Oregon Tavern Age: Summer Musings

I was sitting at the bar of an OTA joint in Oak Grove. A tattooed female bartender with a nose ring worked the room with her usual spice.

Some emaciated older man, but not OTA, was down the bar to my left, drinking a Bud and recounting to another man his career as a male dancer and gigolo in the 80s/90s and his appearance on the Maury Povich Show.

Across the room an OTA man was reading a fat paperback and eating a plate of fried food. Lifeless classic rock drifted through the air. Mindless sports talk played silently on television.

I had just concluded a shift volunteering at a street ministry that serves homeless men and women of Clackamas County.

One client in particular stuck in my mind, a young man, nicely dressed, neatly groomed. He had waited on hold for almost my entire two-hour shift with a homeless shelter in Vancouver. He told me desperately wanted off the streets.

The man finally got through to a staffer and was told he needed an appointment. The next available one was a week away. He’d have to get on a waiting list for a spot in the shelter and blah blah blah.

The man looked whipped, beat. He told me he was trying to be proactive, but it wasn’t working.

That is unacceptable in this crisis. The shelter should have immediately sent a car to pick him up and treat his desire to transition off the streets as the emergency it is.

I took a sip of my IPA and overheard more the former gigolo’s story…he was on the cover of Playgirl twice in the 80s…he was a flunky in the adult entertainment industry…he was in movies…

and

then

I didn’t give a shit.

It wasn’t worth listening to anymore (if it ever was) so I left the room for the smoking porch and some peace and quiet.

I guess I’ve lost my interest in hearing OTA stories, at least metro Portland ones. They are so dull in comparison with coastal tales. In fact, there is no comparison.

Give me an osprey dropping an eel from the sky and knocking out a woman in her yard over a man who said he graced the cover of Playgirl any day of the week.

But I need coastal Oregon Tavern Age country for that.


## [HOW TO COMPLETE THIS TASK]
Copy each line of the entries beneath that contains the word "description".

---------- MATERIALS PROVIDED ----------

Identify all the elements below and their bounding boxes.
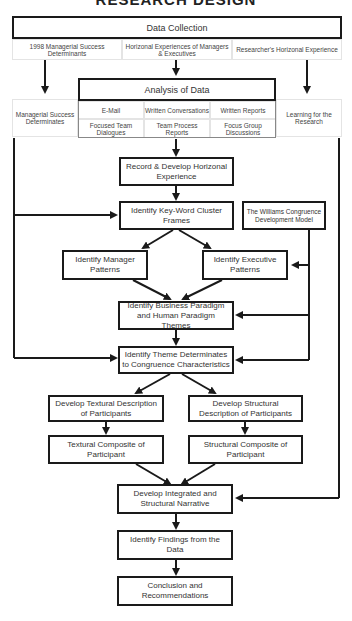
step-textural-description: Develop Textural Description of Particip… — [48, 395, 164, 422]
step-manager-patterns: Identify Manager Patterns — [62, 250, 148, 280]
step-conclusion-recommendations: Conclusion and Recommendations — [117, 576, 233, 606]
source-horizonal-experiences: Horizonal Experiences of Managers & Exec… — [122, 39, 232, 60]
learning-for-research: Learning for the Research — [276, 99, 342, 137]
step-executive-patterns: Identify Executive Patterns — [202, 250, 288, 280]
step-keyword-cluster: Identify Key-Word Cluster Frames — [119, 201, 234, 230]
step-structural-description: Develop Structural Description of Partic… — [188, 395, 303, 422]
step-business-human-paradigm: Identify Business Paradigm and Human Par… — [118, 301, 234, 330]
data-collection-header: Data Collection — [12, 16, 342, 39]
source-researcher-experience: Researcher's Horizonal Experience — [232, 39, 342, 60]
analysis-of-data-header: Analysis of Data — [78, 78, 276, 101]
step-identify-findings: Identify Findings from the Data — [117, 530, 233, 560]
step-structural-composite: Structural Composite of Participant — [188, 435, 303, 464]
step-textural-composite: Textural Composite of Participant — [48, 435, 164, 464]
analysis-grid-frame — [78, 101, 276, 138]
step-record-develop: Record & Develop Horizonal Experience — [119, 157, 234, 186]
source-managerial-success: 1998 Managerial Success Determinants — [12, 39, 122, 60]
williams-congruence-model: The Williams Congruence Development Mode… — [242, 201, 326, 230]
step-integrated-narrative: Develop Integrated and Structural Narrat… — [117, 484, 233, 514]
step-theme-determinates: Identify Theme Determinates to Congruenc… — [118, 346, 234, 374]
managerial-success-determinates: Managerial Success Determinates — [12, 99, 78, 137]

----------

## [YOUR RESPONSE]
step-textural-description: Develop Textural Description of Particip… — [48, 395, 164, 422]
step-structural-description: Develop Structural Description of Partic… — [188, 395, 303, 422]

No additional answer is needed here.